Troubleshooting March 2, 2026 9 min read

Nginx 413 Request Entity Too Large Fix (2026): Upload Limit Step-by-Step

If your uploads fail with HTTP 413, your request body limit is too small somewhere in your stack. This guide shows exactly where to change it and how to verify the fix.

What Causes the 413 Error?

Nginx rejects request bodies larger than the configured maximum. Even after updating Nginx, PHP-FPM, WordPress, or a reverse proxy can still enforce a lower limit and continue failing uploads.

Step 1: Increase Nginx Limit

Add or update client_max_body_size in the correct block (server or http).

sudo nano /etc/nginx/nginx.conf

http {
    client_max_body_size 64M;
}

Or set per site in your vhost:

server {
    server_name example.com;
    client_max_body_size 64M;
}

Step 2: Validate and Reload Nginx

sudo nginx -t
sudo systemctl reload nginx

Step 3: Match PHP Upload Limits

If you run PHP apps or WordPress, set matching values:

sudo nano /etc/php/8.3/fpm/php.ini

upload_max_filesize = 64M
post_max_size = 64M
memory_limit = 256M

sudo systemctl restart php8.3-fpm

Step 4: Verify End-to-End

Quick Troubleshooting Checklist

# find all body size directives
sudo nginx -T | grep -n client_max_body_size

# test configuration
sudo nginx -t

# tail logs during upload
sudo tail -f /var/log/nginx/error.log

FAQ

Where should I set client_max_body_size?

Set it in the narrowest scope you need (specific site/server block). Use global http only when all sites share the same limit.

Does this affect download size?

No. It limits incoming request body size, mainly uploads and large POST requests.

Why do I still see 413 after editing Nginx?

Another layer likely limits size: PHP, app framework, or CDN/proxy.

Related fixes: Nginx 502 guide and disk cleanup for failed uploads.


Transcribe word for word each line from the one containing "Localize all elements." to the final line of the data, both included. Skip the pictures.

Data for analysis
[Start of Attachment]

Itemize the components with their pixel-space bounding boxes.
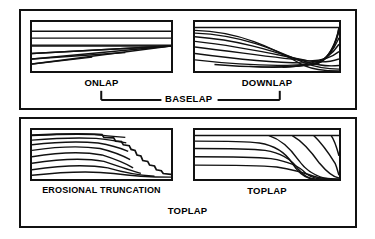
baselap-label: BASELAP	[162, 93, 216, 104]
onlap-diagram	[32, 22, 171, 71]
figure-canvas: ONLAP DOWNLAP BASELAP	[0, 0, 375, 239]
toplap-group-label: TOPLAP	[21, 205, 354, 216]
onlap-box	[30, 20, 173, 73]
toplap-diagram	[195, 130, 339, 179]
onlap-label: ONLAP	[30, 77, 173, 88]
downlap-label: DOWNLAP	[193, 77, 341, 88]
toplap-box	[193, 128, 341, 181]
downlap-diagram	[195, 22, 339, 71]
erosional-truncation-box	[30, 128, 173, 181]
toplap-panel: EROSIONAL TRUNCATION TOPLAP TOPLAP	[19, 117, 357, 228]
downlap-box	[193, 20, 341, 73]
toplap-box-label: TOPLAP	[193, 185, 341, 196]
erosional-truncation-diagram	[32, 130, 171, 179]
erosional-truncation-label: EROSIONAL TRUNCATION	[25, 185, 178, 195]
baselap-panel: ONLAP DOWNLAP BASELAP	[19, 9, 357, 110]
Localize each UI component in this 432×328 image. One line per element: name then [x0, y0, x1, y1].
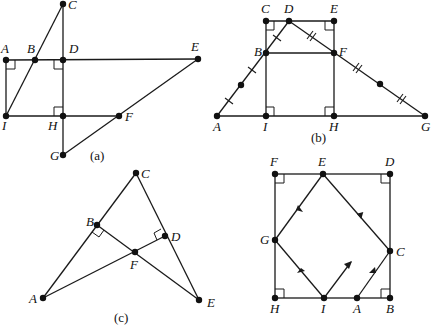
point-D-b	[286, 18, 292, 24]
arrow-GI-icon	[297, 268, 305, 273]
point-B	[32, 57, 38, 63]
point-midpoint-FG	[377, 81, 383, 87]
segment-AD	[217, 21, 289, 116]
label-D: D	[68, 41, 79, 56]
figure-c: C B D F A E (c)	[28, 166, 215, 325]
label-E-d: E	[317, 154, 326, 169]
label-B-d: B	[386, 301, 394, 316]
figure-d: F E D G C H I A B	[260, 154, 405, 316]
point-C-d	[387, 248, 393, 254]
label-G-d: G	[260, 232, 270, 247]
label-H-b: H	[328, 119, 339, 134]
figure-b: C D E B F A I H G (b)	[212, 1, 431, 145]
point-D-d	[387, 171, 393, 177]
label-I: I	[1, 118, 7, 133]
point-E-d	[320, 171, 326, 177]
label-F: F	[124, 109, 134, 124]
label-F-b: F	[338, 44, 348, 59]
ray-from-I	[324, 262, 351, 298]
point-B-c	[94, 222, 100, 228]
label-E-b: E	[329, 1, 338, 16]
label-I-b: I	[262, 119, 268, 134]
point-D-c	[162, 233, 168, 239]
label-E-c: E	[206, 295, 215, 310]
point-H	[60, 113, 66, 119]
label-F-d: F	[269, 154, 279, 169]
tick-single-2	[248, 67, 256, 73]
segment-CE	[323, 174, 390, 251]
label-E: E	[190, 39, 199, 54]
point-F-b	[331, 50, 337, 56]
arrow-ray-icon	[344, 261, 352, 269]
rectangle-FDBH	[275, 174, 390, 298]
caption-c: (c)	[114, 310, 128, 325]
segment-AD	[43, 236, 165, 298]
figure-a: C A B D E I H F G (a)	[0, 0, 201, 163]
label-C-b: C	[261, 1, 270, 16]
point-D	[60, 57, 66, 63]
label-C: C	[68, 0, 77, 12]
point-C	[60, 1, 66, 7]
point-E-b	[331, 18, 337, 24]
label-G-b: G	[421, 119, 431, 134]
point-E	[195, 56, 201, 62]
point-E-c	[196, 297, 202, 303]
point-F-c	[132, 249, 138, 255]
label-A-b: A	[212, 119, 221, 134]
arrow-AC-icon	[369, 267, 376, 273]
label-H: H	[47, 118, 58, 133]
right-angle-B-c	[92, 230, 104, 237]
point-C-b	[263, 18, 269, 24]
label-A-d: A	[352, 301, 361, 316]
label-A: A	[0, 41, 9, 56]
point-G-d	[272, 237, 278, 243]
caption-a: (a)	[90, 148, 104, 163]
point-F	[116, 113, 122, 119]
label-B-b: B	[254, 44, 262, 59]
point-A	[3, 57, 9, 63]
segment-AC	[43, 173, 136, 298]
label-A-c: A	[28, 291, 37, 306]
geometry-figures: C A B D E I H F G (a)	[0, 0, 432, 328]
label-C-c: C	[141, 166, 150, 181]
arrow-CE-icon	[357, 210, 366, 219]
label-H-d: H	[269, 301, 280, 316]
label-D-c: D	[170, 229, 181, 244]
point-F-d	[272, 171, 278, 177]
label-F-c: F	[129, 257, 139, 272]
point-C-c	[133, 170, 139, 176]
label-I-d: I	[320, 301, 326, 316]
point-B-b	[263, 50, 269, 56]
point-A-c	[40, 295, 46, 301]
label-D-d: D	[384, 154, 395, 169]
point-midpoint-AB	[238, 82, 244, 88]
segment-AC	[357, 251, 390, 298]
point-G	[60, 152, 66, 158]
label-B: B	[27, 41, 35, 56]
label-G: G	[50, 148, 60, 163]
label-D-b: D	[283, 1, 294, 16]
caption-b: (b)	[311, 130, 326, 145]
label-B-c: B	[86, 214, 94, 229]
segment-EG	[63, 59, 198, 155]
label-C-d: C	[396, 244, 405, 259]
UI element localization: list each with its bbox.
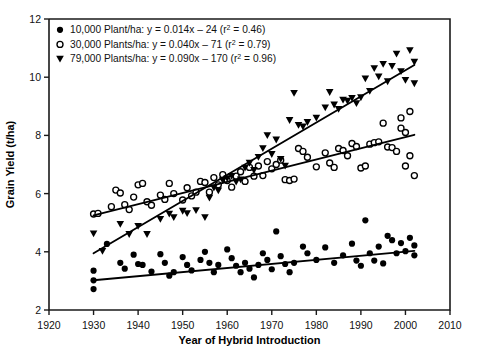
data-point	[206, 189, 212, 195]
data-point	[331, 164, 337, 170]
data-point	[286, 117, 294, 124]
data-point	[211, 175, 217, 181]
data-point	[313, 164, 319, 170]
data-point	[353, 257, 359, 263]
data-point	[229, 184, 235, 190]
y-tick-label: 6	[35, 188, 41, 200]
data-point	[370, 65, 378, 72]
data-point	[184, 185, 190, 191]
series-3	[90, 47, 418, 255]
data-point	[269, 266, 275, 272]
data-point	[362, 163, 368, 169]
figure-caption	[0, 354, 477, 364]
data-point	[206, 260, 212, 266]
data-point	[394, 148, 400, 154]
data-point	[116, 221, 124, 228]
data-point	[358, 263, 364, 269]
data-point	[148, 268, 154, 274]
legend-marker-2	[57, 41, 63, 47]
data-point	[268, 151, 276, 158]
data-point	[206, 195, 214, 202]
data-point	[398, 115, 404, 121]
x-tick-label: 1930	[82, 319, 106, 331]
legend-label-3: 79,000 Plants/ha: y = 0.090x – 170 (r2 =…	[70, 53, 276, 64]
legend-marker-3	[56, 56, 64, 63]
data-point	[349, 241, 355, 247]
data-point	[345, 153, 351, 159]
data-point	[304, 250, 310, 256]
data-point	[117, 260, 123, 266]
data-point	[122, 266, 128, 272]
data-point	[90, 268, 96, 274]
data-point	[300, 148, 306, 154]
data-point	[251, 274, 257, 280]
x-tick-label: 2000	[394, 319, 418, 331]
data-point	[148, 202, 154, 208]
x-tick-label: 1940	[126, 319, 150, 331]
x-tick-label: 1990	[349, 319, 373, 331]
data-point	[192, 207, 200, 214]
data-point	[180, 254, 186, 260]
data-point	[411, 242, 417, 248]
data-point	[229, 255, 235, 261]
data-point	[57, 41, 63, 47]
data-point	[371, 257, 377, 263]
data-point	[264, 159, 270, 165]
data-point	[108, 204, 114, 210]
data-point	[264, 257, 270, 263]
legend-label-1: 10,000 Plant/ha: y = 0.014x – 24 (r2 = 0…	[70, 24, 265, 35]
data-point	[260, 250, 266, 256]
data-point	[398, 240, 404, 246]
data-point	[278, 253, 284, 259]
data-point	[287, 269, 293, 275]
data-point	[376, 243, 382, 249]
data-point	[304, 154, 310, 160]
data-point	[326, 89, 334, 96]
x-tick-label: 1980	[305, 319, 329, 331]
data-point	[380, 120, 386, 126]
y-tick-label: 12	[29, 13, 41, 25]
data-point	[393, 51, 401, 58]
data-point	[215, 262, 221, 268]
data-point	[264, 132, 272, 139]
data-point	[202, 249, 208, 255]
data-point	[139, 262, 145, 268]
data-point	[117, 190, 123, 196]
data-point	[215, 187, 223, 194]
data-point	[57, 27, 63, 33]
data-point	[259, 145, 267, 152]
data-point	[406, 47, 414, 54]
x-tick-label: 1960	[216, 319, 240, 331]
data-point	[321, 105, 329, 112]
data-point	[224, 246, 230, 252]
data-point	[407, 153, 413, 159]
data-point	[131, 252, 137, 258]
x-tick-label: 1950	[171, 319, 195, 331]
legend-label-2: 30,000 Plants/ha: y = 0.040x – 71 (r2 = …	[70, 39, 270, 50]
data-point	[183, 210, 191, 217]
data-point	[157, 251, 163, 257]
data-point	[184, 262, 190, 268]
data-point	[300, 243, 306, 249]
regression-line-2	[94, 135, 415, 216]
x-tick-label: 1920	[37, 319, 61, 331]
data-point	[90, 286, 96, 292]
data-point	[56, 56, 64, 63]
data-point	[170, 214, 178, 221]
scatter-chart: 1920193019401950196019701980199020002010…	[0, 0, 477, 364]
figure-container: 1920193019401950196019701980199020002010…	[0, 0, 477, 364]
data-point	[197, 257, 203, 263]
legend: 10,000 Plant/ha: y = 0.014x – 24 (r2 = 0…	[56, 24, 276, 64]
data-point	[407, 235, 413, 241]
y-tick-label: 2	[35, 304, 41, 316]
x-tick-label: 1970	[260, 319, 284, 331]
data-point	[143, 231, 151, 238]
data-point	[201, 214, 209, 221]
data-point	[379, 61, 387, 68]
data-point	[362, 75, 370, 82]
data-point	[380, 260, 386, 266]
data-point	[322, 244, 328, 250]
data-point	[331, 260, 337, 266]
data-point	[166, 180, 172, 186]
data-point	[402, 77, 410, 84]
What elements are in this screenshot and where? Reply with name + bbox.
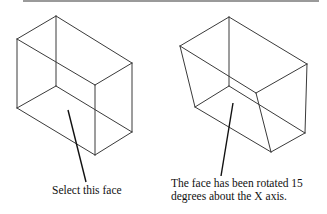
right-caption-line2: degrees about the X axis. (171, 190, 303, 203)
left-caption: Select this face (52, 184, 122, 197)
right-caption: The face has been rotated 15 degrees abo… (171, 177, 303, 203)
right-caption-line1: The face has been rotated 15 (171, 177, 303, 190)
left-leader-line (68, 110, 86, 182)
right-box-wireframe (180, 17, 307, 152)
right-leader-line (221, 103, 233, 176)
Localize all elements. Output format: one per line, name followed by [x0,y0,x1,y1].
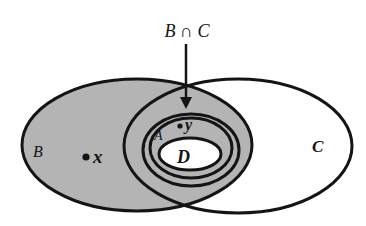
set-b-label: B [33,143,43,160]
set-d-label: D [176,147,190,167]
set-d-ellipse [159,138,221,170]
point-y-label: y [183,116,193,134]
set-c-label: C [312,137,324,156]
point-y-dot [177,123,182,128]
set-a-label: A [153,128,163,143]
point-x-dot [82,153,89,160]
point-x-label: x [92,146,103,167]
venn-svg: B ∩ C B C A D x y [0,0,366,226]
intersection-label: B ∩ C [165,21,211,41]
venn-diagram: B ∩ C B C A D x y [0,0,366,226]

[End of Attachment]

Result of this exercise
Localize all elements. Output format: one per line, name followed by [x0,y0,x1,y1].
set-b-label: B [33,143,43,160]
set-d-label: D [176,147,190,167]
set-d-ellipse [159,138,221,170]
point-y-label: y [183,116,193,134]
set-c-label: C [312,137,324,156]
point-y-dot [177,123,182,128]
set-a-label: A [153,128,163,143]
point-x-dot [82,153,89,160]
point-x-label: x [92,146,103,167]
venn-svg: B ∩ C B C A D x y [0,0,366,226]
intersection-label: B ∩ C [165,21,211,41]
venn-diagram: B ∩ C B C A D x y [0,0,366,226]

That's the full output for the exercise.